I just wanted to drop in and remind, nag, and exhort writers to gather words wherever you find them. I woke too early so lounged in bed reading news stories on my iPad. And since I was reading online, a New York Times headline was set amid a film of giant birds gliding and cavorting across a pale gray sky.
Titled “An Expedition, for Art and Nature;” the subtitle-slash-logline is: Each spring, hundreds of thousands of cranes converge in Nebraska. The phenomenon draws in artists, conservationists, and curious friends alike.
Next this luminous opening paragraph appeared followed by a background information: They look like peppercorns ground into the sky and then like black silk or a stain spreading overhead.
Each spring, for close to a million years, hundreds of thousands of sandhill cranes converge on the Platte River Valley in central Nebraska. For roughly a month, the birds rest and refuel on their annual path from the southern United States and Mexico, where they winter, to the Arctic regions of Canada, Alaska, and Siberia, where they breed. Jane Goodall, who tried to make the trip every year to witness the phenomenon, has called it “without a doubt one of the most spectacular events in the natural world.”
Naturally I was hooked.
Birds compared to peppercorns–hats off.
The story goes on to follow a group of friends led by Sheila Berger, a piped piper of sorts who gathered witnesses to the wonder of the giant cranes taking flight. As the story wraps amid a generous photo montage, we learn that in the previous week 736,000 cranes had been counted–the highest number ever. This evening it felt like there must have been at least as many.
“It’s so meditative,” whispered Rosanne Cash, whom Berger met over 20 years ago through their mutual friend “M.A.S.H.” star Mary Kay Place. “It looks like an etching.” Ms. Cash’s breath was visible in the dark. “If somebody else had said to me, ‘Hey, come to Nebraska to see some cranes–it’s pretty hard to get to and it’s going to be freezing cold,’ I’d say, ‘Nah.’ But because it was Sheila, I didn’t think twice, and then of course it turns out to be so better than you ever dreamed of.”
The world is so, so noisy, distracting, and distressing these days. But you know that.
Some days it feels like small habits and noticing wonder are all that keep me sane. And words ground me, help me describe these strange times and my own joys.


**Exercise requirements**
Reproduce exactly the lines beginning with the line that contains "Describe the element at coordinates (264, 432)" and ending at the final line of the material below.

**Supplied records**
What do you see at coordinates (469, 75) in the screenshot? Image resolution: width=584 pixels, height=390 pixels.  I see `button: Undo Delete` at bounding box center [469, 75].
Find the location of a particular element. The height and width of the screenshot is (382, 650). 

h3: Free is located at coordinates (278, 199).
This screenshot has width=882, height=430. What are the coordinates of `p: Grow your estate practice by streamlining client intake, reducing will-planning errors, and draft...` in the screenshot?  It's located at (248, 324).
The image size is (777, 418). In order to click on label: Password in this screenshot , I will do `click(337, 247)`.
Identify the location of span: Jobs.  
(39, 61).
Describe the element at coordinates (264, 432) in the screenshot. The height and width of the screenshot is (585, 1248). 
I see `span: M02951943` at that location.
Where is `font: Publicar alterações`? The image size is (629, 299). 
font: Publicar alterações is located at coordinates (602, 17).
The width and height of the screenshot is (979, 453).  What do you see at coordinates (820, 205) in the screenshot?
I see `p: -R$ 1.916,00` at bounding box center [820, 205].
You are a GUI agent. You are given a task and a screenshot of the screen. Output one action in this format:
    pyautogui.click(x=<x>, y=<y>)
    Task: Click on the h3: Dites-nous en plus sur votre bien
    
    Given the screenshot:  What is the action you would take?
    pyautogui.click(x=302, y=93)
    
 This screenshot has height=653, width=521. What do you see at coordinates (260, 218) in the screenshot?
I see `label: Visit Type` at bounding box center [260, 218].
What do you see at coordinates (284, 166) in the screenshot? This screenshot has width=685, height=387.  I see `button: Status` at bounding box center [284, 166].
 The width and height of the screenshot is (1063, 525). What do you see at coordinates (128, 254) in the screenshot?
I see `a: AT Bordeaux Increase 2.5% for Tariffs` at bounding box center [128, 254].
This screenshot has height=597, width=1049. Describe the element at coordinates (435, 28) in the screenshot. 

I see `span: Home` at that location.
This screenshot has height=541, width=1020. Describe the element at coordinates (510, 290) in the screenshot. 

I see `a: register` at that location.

**Result of the exercise**
Describe the element at coordinates (264, 432) in the screenshot. The height and width of the screenshot is (585, 1248). 
I see `span: M02951943` at that location.
Where is `font: Publicar alterações`? The image size is (629, 299). 
font: Publicar alterações is located at coordinates (602, 17).
The width and height of the screenshot is (979, 453).  What do you see at coordinates (820, 205) in the screenshot?
I see `p: -R$ 1.916,00` at bounding box center [820, 205].
You are a GUI agent. You are given a task and a screenshot of the screen. Output one action in this format:
    pyautogui.click(x=<x>, y=<y>)
    Task: Click on the h3: Dites-nous en plus sur votre bien
    
    Given the screenshot:  What is the action you would take?
    pyautogui.click(x=302, y=93)
    
 This screenshot has height=653, width=521. What do you see at coordinates (260, 218) in the screenshot?
I see `label: Visit Type` at bounding box center [260, 218].
What do you see at coordinates (284, 166) in the screenshot? This screenshot has width=685, height=387.  I see `button: Status` at bounding box center [284, 166].
 The width and height of the screenshot is (1063, 525). What do you see at coordinates (128, 254) in the screenshot?
I see `a: AT Bordeaux Increase 2.5% for Tariffs` at bounding box center [128, 254].
This screenshot has height=597, width=1049. Describe the element at coordinates (435, 28) in the screenshot. 

I see `span: Home` at that location.
This screenshot has height=541, width=1020. Describe the element at coordinates (510, 290) in the screenshot. 

I see `a: register` at that location.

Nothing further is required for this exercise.